There was widespread speculation since Tuesday that the attacks were racially motivated because six of the eight victims were Asian American women. The Asian American community has seen a surge in hate crimes amid the Covid-19 pandemic.  

“During our interviews we asked that specific question and that did not appear to be the motive,” said Sheriff Frank Reynolds of Cherokee County, where the first of the three shootings occurred.

Instead, Reynolds said they believed Long had previously been a patron at the spas and was “lashing out.”

This booking photo provided by the Crisp County Sheriff's Office shows Robert Aaron Long on Tuesday, March 16, 2021. Long was arrested as a suspect in the fatal shootings of multiple people at three Atlanta-area massage parlors, most of them women of Asian descent, authorities said. (Crisp County Sheriff's Office via AP)

The Cherokee County Sheriff’s Office was able to track Long’s phone and released an image from surveillance cameras as they began to coordinate with the Atlanta Police Department and Georgia State Patrol after the attack on the Young's Asian Massage Parlor near Acworth.

Atlanta police got involved when they received a call about a shooting at the Gold Spa on Piedmont Road. The city’s police chief, Rodney Bryant, said while police were investigating that shooting, they received a call about another shooting down the street at the Aromatherapy Spa.

Captain Jay Baker of the Cherokee County Sheriff’s Office said Long’s parents cooperated with authorities and confirmed their son was the shooter while State Patrol officers were pursuing Long’s 2007 Hyundai Tucson. By the time the officers pulled him over with a maneuver that caused his car to spin out of control, Long was nearly 200 miles away in Crisp County.

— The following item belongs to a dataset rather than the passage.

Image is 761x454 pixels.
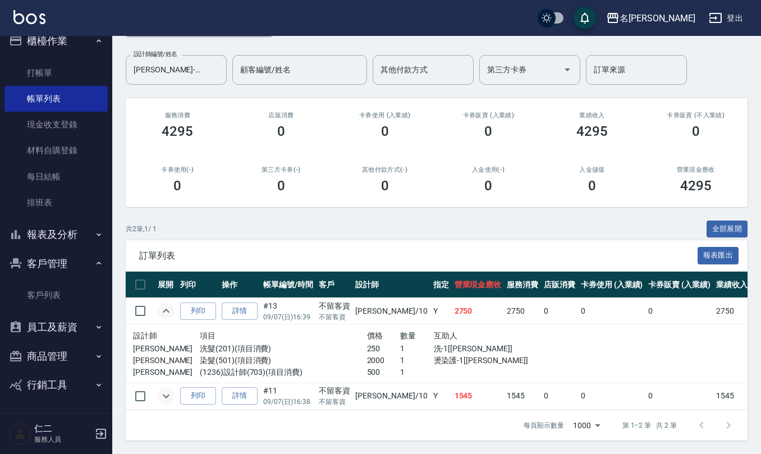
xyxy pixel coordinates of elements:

Atlanta Mayor Keisha Lance Bottoms praised the law enforcement agencies for their “spectacular” coordination in their pursuit of the suspect. Bottoms said she had been in touch with President Joe Biden, who “offered full support and concern,” and that the White House offered to assist investigators with additional resources.

“This could have been significantly worse,” the Democratic mayor said.

When asked about possible illegal sexual activities happening at the spas, Bottoms asserted the parlors were all “legally operated businesses.”

While officials said Long wasn’t targeting Asian Americans, many on social media speculated it was a racially motivated hate crime because of increased violence toward Asian Americans this past year after former President Donald Trump repeatedly blamed the coronavirus pandemic on China.

The day before the shootings, Georgia State Senator Michelle Au, a first-generation Chinese American and a Democrat, pleaded with her colleagues to “recognize that we need help, we need protection, and we need people in power to stand up for us against hate.”

Au released a statement on Wednesday expressing the fear she and other Asian Americans have been living with over the past year.

“This latest series of murders only heightens that terror,” she said. “We are scared for our families; we are scared for our friends.”

Georgia’s U.S. Senators Jon Ossoff and Raphael Warnock, two Democrats who narrowly unseated incumbent Republicans in a historic runoff election in January, took to Twitter to denounce the violence and offer support to the Asian American community.

“While the motive for last night’s terrible violence remains under investigation, I express my love and support for and stand in solidarity with the Asian-American community, which has endured a shocking increase in violence and harassment over the last year,” Ossoff wrote Wednesday morning.

Former President Barack Obama also spoke out on Twitter Wednesday, posting, “Even as we’ve battled the pandemic, we’ve continued to neglect the longer-lasting epidemic of gun violence in America. Although the shooter’s motive is not yet clear, the identity of victims underscores an alarming rise in anti-Asian violence that must end.”

The FBI joined the investigation on Wednesday, touching down in South Georgia.

Long, who is being held in Cherokee County jail, will be arraigned Thursday morning.